Reviews

Pericles (Globe)

What a strange tour we get at Kathryn Hunter’s production of Pericles at the Globe.


In fact, we really get three productions for the price of one as Hunter gives us a production that mixes Shakespeare with some breathtaking aerial feats and some west African songs.


Hunter considers the play a healing process for Pericles and, as such, Patrice Naiambana‘s Gower is transformed into an African griot in response to Hunter’s view of the narrator as healer as well. This is made easier by having the same actor play Cerimon, the healer who magically brings Thaisa back to life, and so, confusingly, the narrator becomes participant.


What’s more confusing still, are Gower’s asides on world poverty and colonialism; they seem particularly out of place in this play where Pericles is far away from a colonial conqueror as can be imagined.

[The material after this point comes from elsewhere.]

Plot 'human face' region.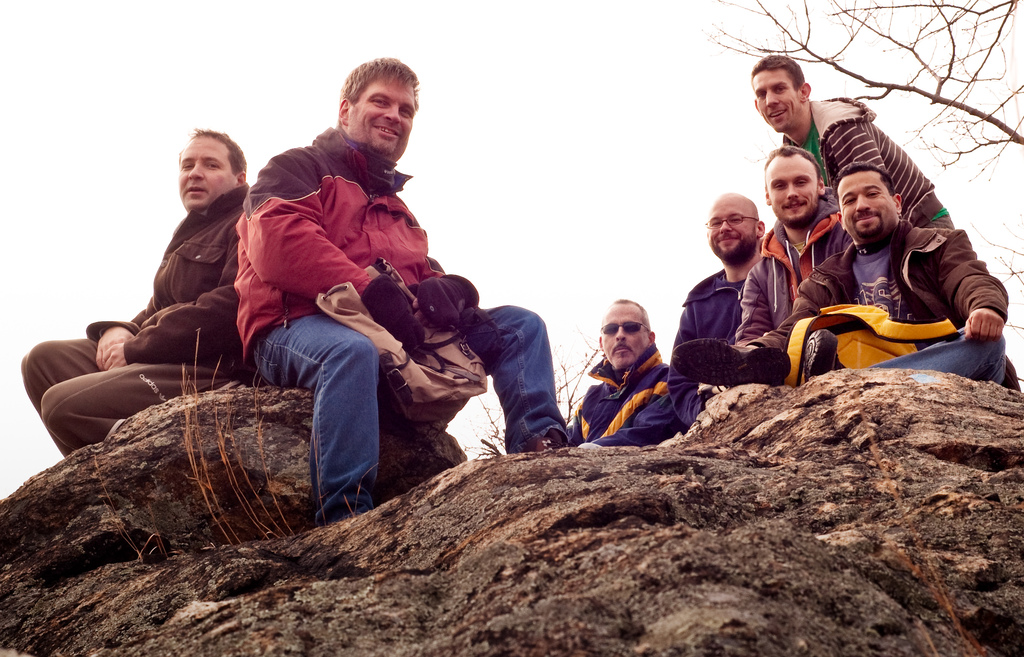
Plotted at {"left": 840, "top": 176, "right": 897, "bottom": 241}.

Even more troublesome for me is having Gower sing of Pericles’ adventures in another language. The point of a narrator (and of an African griot) is that he tells a story in the audience’s language; it’s lovely to listen to but adds an unwelcome dimension to the play.

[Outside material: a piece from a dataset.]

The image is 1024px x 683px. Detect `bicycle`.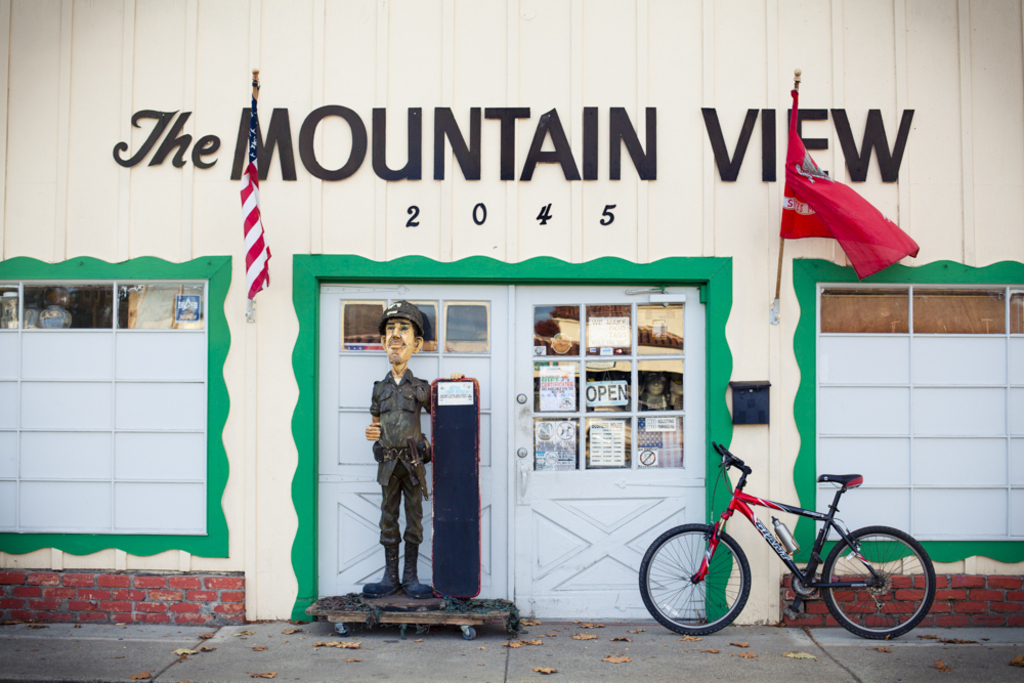
Detection: {"x1": 639, "y1": 455, "x2": 948, "y2": 645}.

A key theme of Hunter’s production is that Pericles’ troubles are psychological as much as physical – in this respect, it’s similar to the current Globe production of The Tempest. This perspective is confused by having two Pericles, an elder and a younger. What’s not entirely clear, according to Hunter’s vision, is how much the two are part of the same body – is the elder a passive observer or is he involved in the action?

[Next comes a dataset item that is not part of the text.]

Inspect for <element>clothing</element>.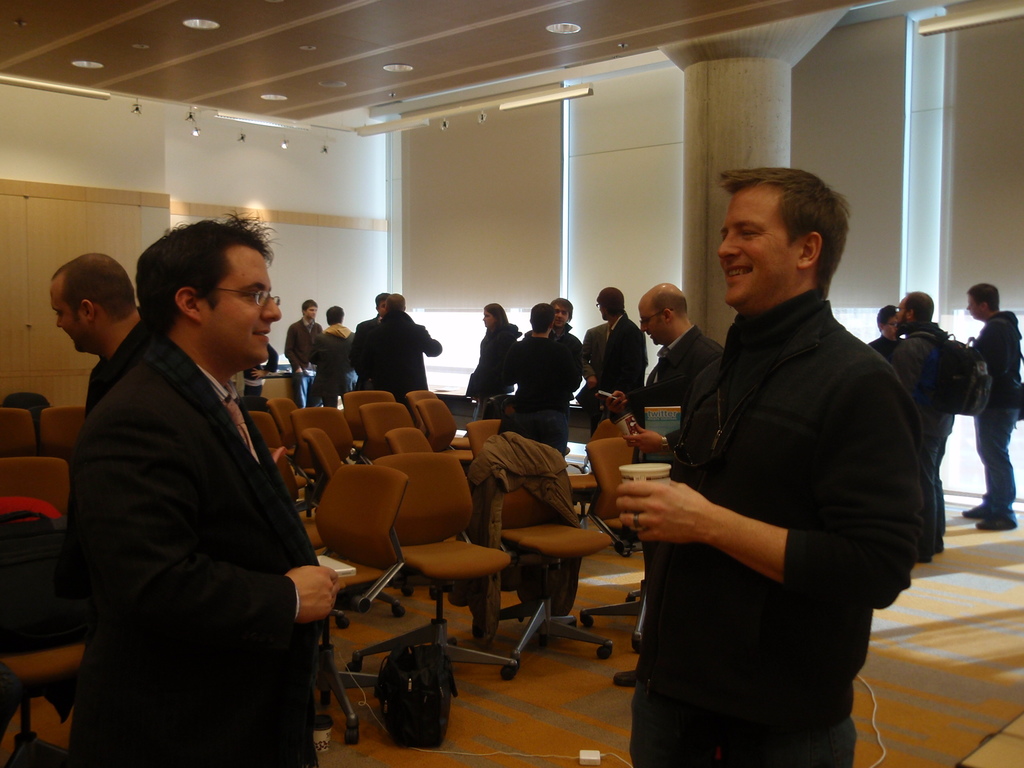
Inspection: bbox=(625, 284, 927, 767).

What we get in particular is a very physical reading of the play; there is much use made of aerialists, especially during the storm scene where the shipwreck is brilliantly realised by the performers.


There is some expressive music courtesy of Stephen Warbeck, who seems to have taken us on a Mediterranean tour. Indeed, music and physical theatre are blended well together. I wish I could say the same about the speaking, there are far too many indistinct speeches – the Globe can be a harsh environment and too many actors failed this challenge.


Not so Corin Redgrave, whose Pericles (the elder) seems to have wandered in from a different play. Not only can we hear every word but there’s a real pathos in his performance, his reconciliation with Marina is genuinely touching (although I could have done without the musical accompaniment to the ‘music of the spheres’ speech – once again Hunter seems to have mixed up the physical and the psychological).


This production reminds me of those global fusion restaurants that offer a range of foods from different parts of the world on the grounds that if one likes Indian food and pizzas then one might like Indian pizzas. It’s easy enough to love Shakespeare, African music and high-class gymnastics but in this case, all muddled up in one place, it rather destroys the appetite.